Dakota Voice is reviewing the Report of the South Dakota Task Force to Study Abortion, in light of the upcoming November vote on Initiated Measure 11 to end most abortions in South Dakota. Pertinent sections of the report will be reviewed each week for the next several weeks which may shed light on Initiated Measure 11.
First week: The Incorrect Assumptions of the Roe v. Wade Decision
Second Week: What Has Been Learned Since the Roe v. Wade
Third Week: The Current Practice of Abortion in South Dakota
Fourth Week: The Experiences of Women Who Have Had Abortions
Fifth Week: Molecular Biology & Other Science Sheds Light on Abortion
Last Week: Science Now Explains the Uniqueness of Every Human Being from Conception
The following is from Section II.B.4 on the findings of the report: ===================================
Dr. Ola Didrik Saugstad, a world renowned neonatologist, submitted a declaration. Dr. Saugstad was honored as the recipient of the Yippo Award, which is given to only one neonatologist in the world, once every five years. He was also selected President of the European Congress of Perinatal Medicine in 2001 and given the prestigious Versinie Apgar prize from the World Perinatal Association. He has treated babies as young as twenty-one weeks postconception and only one pound in weight.
Dr. Saugstad stated that the field of neonatology has had enormous development in the last two decades. One of the most important advances was the introduction of surfactant therapy. The injection of surfactant into the lungs of premature infants has resulted in improved survival rates of the tiniest infants. In the US, approximately 50% to 60% of infants with gestational post-conception ages of 21 and 22 weeks respectively now survive.
Dr. Saugstad has provided vital testimony in his declaration. We especially find merit in his testimony from pages 7-14. Some of his testimony follows:
"The anatomical, biochemical, and physiological development of a human being also starts early in fetal life and continues long after birth. Although the fetus is wholly dependent on the mother in order to survive, the extremely premature infant is wholly dependent on its surroundings. Even a term baby is dependent on its surroundings in order to survive. The concept of viability is therefore not as interesting as it seemed only some years ago. It is the same human being whether it is an early embryo, a fetus around midterm (20 weeks) or pre-term born after 23-25 weeks of gestation. The human subject is completely helpless and dependent on its care givers for a long time – from conception until late childhood. The child is a whole separate human being from conception and throughout the full gestational period, whether entirely spent in utero or not."
"Suggestions or implications that a woman considering an abortion should be told anything about whether or not the fetus is a human being based upon whether the child is or is not of "viable" age would be misleading. The child is a human being before viability just as well as after viability and, as I previously indicated, viability is irrelevant to that question. There is absolutely nothing that can be told to the woman that is different about a child that is a so called "post viable" age as opposed to one that is "pre viable" age with reference to the pure question of whether as a matter of biological fact, the fetus is a human being."
"I have traveled all around the world and have lectured in many different countries. The laws of those countries vary widely in how those countries view human beings both born and unborn. Whether a particular adult person holds legal or moral beliefs that individual human beings should be treated with equal respect and dignity, or whether there are justifications for treating them differently or be accorded degrees of respect may reflect the culture, but those individual beliefs are totally irrelevant to whether or not it is a human being. Just because in one culture some adult human beings are not treated equally or not even given legal rights, does not mean they are not human beings. Science is oblivious to such concepts."
"It defies all reason to suppose that the relative abilities of the adults or medical professionals at any one point in history or at any one place on earth - external to the child - determines if the child is a member of the human race. If adult care givers are inadequate, their failings do not render one child not human, but another, at the exact same age of gestation, human beings because he or she received proper care. At any one time, children in one part of the world will survive at younger gestational ages than children in other parts of the world because of the difference in the quality of medical services. Those services, administered differently, don't define the humanity of the children. An unborn child in Africa, twenty-one weeks post-conception is just as much a human being as a twenty-one week post-conception child in the United States despite the fact that the African child may not be able to receive the kind of medical services the child in the United States may receive. The African child is not "viable". The American child is. Both are human beings."
"The point at which professionals can provide sufficient medical assistance to help a pre-term baby to survive outside the mother's womb is essentially a study in the abilities of those in medicine, not a statement of the essence or nature of the patient."
"The history of newborn medicine teaches us that the prognosis of sick newborn infants and especially pre-term infants has been dramatically improved over the past century and even in recent decades. It is impossible to know the extent of future developments that might lead to a human being able to live its entire post-conception life apart from the mother."
(Excerpts from Saugstad Declaration, P. 7 to P. 14.)
The 2005 South Dakota Task Force to Study Abortion was created when the South Dakota legislature passed HB 1233 with a bipartisan majority in both houses. The purpose of the task force was "to study abortion and to provide for its composition, scope, and administration." The report was completed in December 2005 after several months of meetings.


§ PROBLEM TO WORK ON
Each line of the listing below, from the very first to the one that contains "The image size is (987, 482).", is to be retyped exactly as it stands.

§ SOURCE RECORDS

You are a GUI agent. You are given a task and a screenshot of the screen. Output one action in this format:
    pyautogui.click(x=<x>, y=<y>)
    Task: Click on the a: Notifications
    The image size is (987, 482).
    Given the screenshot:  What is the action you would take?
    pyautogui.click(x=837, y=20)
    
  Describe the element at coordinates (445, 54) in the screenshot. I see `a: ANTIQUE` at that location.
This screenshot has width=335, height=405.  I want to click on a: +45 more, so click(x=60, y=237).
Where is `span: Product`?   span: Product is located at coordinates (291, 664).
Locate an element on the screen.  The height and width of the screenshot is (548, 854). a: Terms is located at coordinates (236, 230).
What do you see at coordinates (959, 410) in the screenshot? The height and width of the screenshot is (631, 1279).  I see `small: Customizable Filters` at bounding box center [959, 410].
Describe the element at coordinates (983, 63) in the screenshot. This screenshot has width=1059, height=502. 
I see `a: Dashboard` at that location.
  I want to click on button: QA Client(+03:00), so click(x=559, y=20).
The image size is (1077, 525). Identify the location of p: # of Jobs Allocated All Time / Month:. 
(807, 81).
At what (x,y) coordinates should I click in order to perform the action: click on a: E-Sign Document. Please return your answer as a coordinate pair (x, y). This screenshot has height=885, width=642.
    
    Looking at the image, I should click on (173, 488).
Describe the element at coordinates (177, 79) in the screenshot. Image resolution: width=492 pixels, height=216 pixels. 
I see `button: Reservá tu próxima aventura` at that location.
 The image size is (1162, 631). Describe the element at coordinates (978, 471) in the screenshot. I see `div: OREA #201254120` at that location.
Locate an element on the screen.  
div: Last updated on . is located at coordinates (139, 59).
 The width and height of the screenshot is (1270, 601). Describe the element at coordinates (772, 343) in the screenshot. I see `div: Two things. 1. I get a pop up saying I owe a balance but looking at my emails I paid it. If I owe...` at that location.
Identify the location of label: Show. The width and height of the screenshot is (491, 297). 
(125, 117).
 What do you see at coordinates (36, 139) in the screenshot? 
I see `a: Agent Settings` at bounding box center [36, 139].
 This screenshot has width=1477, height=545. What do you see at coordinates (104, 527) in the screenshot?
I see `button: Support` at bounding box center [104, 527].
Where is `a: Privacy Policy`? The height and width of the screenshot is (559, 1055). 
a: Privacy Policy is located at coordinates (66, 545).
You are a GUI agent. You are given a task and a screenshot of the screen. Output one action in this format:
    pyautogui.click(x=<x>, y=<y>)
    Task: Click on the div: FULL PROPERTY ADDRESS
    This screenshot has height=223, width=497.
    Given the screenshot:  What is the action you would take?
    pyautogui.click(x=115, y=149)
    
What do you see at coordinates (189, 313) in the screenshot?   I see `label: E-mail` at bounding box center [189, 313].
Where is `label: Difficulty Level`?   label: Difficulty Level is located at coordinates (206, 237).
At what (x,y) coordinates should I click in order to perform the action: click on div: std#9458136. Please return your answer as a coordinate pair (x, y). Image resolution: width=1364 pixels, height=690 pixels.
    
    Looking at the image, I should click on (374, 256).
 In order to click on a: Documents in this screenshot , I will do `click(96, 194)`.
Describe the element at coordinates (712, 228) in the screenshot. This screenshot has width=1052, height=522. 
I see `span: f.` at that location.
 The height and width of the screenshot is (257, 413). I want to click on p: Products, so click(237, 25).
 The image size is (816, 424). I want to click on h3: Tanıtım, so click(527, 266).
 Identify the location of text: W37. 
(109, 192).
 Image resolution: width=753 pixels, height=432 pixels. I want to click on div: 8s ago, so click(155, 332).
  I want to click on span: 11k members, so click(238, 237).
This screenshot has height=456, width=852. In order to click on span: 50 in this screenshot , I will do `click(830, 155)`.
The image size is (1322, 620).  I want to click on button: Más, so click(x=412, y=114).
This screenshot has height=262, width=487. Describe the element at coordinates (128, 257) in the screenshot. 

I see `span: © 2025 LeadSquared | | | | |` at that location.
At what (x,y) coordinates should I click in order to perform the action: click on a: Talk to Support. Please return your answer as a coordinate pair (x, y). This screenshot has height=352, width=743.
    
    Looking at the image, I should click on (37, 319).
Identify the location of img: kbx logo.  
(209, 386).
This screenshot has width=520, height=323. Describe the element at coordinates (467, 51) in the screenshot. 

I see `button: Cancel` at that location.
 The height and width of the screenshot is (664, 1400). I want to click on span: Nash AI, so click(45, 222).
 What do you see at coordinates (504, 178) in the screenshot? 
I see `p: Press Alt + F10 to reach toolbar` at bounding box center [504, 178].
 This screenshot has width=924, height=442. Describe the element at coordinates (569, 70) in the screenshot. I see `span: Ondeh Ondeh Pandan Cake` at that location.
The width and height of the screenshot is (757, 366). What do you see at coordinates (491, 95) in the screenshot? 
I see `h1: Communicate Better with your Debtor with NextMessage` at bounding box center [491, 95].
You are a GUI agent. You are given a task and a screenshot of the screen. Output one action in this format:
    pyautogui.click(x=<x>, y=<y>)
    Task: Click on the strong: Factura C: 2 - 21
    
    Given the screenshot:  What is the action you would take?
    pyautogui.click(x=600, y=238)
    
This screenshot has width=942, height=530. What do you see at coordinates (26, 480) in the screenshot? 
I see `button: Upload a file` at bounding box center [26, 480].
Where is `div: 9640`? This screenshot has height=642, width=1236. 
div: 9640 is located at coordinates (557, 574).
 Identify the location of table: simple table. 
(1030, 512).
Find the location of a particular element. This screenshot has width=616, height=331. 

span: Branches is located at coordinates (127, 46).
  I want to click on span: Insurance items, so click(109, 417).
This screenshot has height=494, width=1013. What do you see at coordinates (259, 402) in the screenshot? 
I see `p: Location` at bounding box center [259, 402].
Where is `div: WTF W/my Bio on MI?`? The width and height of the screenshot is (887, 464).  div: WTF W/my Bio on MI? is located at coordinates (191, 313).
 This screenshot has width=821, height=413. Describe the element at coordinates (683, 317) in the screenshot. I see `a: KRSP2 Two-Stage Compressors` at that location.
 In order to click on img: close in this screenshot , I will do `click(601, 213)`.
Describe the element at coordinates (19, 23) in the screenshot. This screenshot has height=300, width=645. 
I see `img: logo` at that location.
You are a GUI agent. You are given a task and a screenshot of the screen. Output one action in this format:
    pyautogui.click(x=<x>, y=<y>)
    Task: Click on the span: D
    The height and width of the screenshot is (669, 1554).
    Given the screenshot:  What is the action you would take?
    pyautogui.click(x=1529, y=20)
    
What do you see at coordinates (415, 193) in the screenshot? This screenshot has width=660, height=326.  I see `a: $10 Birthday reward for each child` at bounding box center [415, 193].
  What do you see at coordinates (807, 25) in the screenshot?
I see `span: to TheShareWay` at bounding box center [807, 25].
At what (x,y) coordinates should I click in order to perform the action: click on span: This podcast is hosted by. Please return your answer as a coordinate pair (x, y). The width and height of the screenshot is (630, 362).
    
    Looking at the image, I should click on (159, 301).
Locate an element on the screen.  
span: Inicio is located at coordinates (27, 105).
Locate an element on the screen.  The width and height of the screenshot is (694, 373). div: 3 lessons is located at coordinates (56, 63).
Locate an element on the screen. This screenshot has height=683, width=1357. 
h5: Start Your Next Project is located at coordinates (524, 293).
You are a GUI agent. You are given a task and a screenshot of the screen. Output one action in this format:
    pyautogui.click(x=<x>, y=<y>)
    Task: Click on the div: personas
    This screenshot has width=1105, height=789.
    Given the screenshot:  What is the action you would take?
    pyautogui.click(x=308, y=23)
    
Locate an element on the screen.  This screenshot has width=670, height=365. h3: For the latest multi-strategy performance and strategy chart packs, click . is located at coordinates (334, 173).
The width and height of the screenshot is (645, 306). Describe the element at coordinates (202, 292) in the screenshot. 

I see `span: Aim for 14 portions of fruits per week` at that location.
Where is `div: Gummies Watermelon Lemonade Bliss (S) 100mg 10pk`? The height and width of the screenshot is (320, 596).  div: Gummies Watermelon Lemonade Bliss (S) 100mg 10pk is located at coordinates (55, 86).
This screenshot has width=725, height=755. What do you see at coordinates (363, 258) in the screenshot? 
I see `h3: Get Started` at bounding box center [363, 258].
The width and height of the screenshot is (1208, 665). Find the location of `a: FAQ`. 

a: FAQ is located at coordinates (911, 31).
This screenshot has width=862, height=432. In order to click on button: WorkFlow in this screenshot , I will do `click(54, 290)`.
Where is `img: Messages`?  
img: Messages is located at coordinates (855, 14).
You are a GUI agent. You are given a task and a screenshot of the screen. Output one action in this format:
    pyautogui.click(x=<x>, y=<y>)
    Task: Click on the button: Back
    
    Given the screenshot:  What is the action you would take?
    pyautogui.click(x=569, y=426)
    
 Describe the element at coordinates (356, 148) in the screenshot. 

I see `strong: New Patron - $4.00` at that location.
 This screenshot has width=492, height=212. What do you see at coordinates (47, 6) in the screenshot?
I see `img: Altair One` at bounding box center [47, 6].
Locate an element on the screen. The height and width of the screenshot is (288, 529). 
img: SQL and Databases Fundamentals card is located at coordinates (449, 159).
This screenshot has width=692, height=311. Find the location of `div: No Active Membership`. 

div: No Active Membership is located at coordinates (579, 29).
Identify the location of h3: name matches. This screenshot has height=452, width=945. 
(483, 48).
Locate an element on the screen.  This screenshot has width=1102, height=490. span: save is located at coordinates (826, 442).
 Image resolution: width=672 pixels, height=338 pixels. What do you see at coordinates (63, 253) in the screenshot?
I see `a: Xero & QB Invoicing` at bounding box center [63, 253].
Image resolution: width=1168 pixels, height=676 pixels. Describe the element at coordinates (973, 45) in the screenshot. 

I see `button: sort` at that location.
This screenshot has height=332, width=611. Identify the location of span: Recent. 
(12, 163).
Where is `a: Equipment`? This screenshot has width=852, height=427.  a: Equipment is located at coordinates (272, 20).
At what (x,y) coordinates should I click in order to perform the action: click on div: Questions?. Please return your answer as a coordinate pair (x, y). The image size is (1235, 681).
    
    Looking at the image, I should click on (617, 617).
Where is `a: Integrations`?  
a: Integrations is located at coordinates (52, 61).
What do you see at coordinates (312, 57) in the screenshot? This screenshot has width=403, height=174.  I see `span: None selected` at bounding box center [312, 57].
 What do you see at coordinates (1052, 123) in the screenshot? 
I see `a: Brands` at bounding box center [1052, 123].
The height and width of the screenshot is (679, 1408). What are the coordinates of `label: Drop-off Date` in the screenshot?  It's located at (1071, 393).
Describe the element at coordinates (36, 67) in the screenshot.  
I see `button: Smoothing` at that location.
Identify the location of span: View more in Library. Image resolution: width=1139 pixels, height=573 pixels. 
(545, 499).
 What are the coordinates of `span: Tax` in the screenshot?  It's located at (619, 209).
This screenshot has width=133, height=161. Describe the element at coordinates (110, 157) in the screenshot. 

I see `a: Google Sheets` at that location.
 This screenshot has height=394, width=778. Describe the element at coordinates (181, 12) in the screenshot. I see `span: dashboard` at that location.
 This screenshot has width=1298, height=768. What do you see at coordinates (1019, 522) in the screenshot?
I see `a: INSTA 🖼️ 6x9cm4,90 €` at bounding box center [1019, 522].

§ FINISHED EXERCISE
You are a GUI agent. You are given a task and a screenshot of the screen. Output one action in this format:
    pyautogui.click(x=<x>, y=<y>)
    Task: Click on the a: Notifications
    The image size is (987, 482).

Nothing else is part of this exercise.